Environment variables are not interpreted in volume driver options in a compose file in Docker Desktop 4.40

Original topic: No volume mounting after Docker Desktop update

I’m having this issue too, after upgrading to Docker Desktop 4.40.0 on macOS 15.4 (2023 MacBook Pro).

The issue seems to be that the bind mount specification in my docker compose file uses an environment variable to specify the host path, but the environment variable seems to be not evaluated / available before the mount specification is parsed:

volumes:
 db_root:
   driver: local
   driver_opts:
     type: none
     device: $STATE_ROOT/database
     o: bind 

If I replace the environment variable $STATE_ROOT with the actual path, everything works as expected:

volumes:
  db_root:
    driver: local
    driver_opts:
      type: none
      device: /Users/fred/projects/example/state/database
      o: bind 

The version with volumes specified with the help of Environment Variables worked in previous versions through 4.38.

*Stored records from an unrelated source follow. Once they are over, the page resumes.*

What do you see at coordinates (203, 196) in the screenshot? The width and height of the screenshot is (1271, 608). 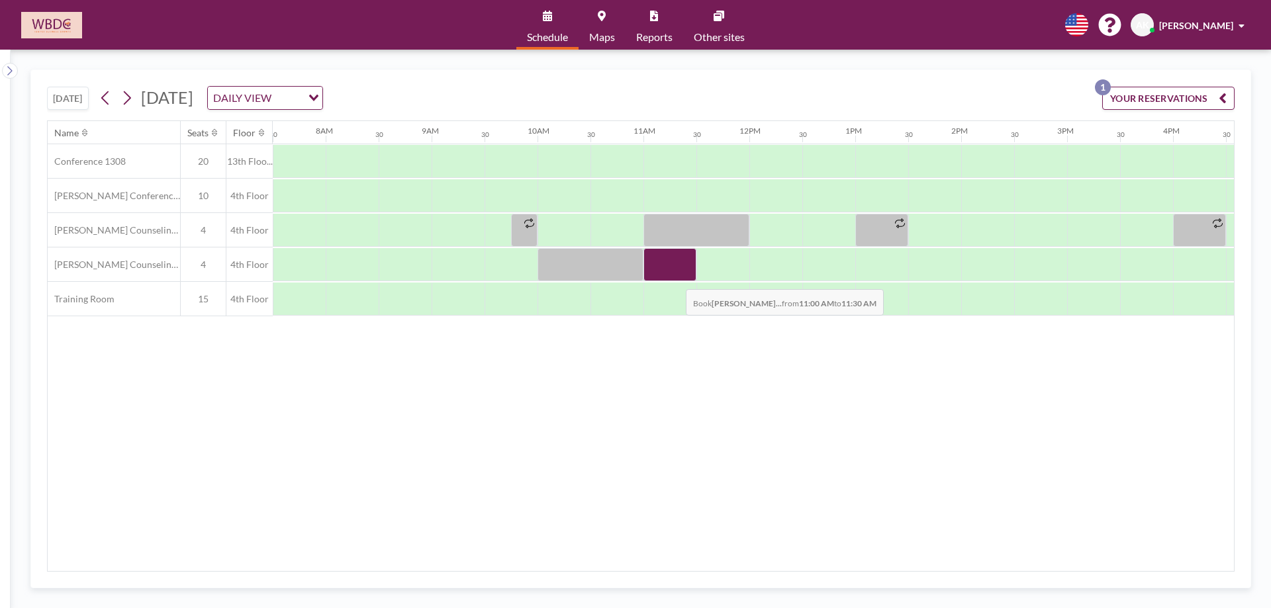 I see `span: 10` at bounding box center [203, 196].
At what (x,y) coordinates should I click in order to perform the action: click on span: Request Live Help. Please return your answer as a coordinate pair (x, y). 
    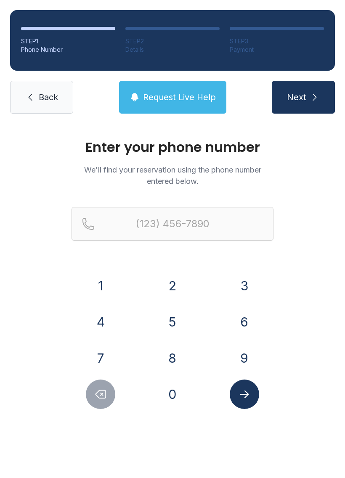
    Looking at the image, I should click on (179, 97).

In @arpadt’s case, I believe the issue is that Docker Desktop now requires the path specifications to be absolute (so using . to specify the current directory won’t work).

Your issue was completely different, so I moved it out from the original topic to its own.

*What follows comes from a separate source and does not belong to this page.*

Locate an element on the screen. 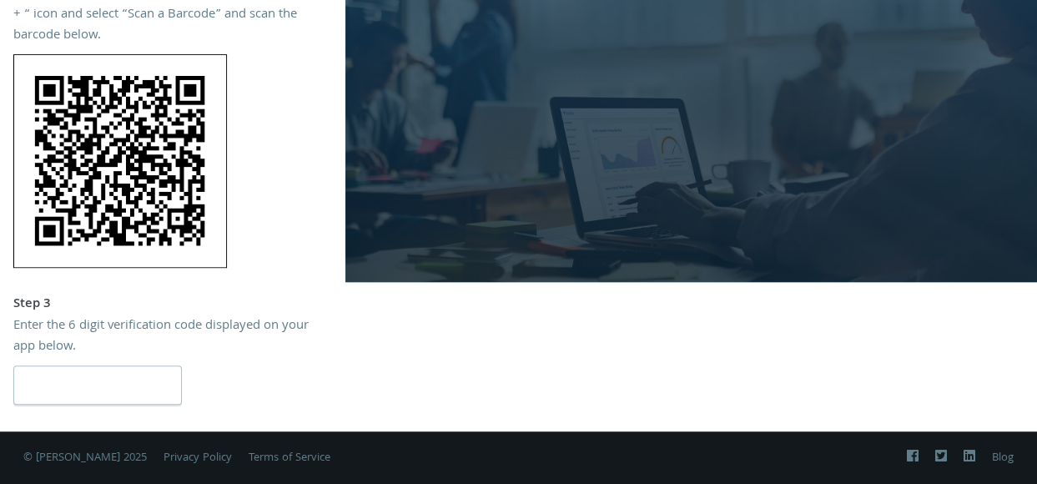 Image resolution: width=1037 pixels, height=484 pixels. a: Privacy Policy is located at coordinates (198, 458).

In your case, the problem is probably how Docker Compose interprets environment variables. It is not Docker Desktop that does it. Docker Desktop just comes with a specific compose version, but you can always download another one if you see the new version is not compatible with your compose files. A least until a bug is fixed in Docker Compose or you can change your compose files if the change was not an introduced bug but an intended change.

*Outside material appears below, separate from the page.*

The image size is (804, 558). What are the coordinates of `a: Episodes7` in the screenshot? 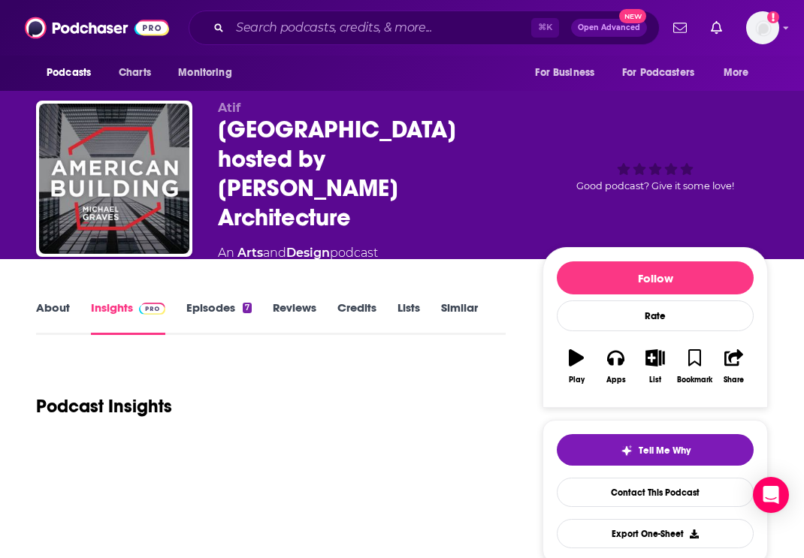 It's located at (219, 318).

https://docs.docker.com/compose/install/linux/#install-the-plugin-manuall

You can find which Docker Desktop comes with which Compose version: https://docs.docker.com/desktop/release-notes/

You can also check the compose release notes:
https://github.com/docker/compose/releases

And if you can make your compose file work again with older compose versions, you can report issues on GitHub in the compose repository, unless the change is shown in the release notes as intended.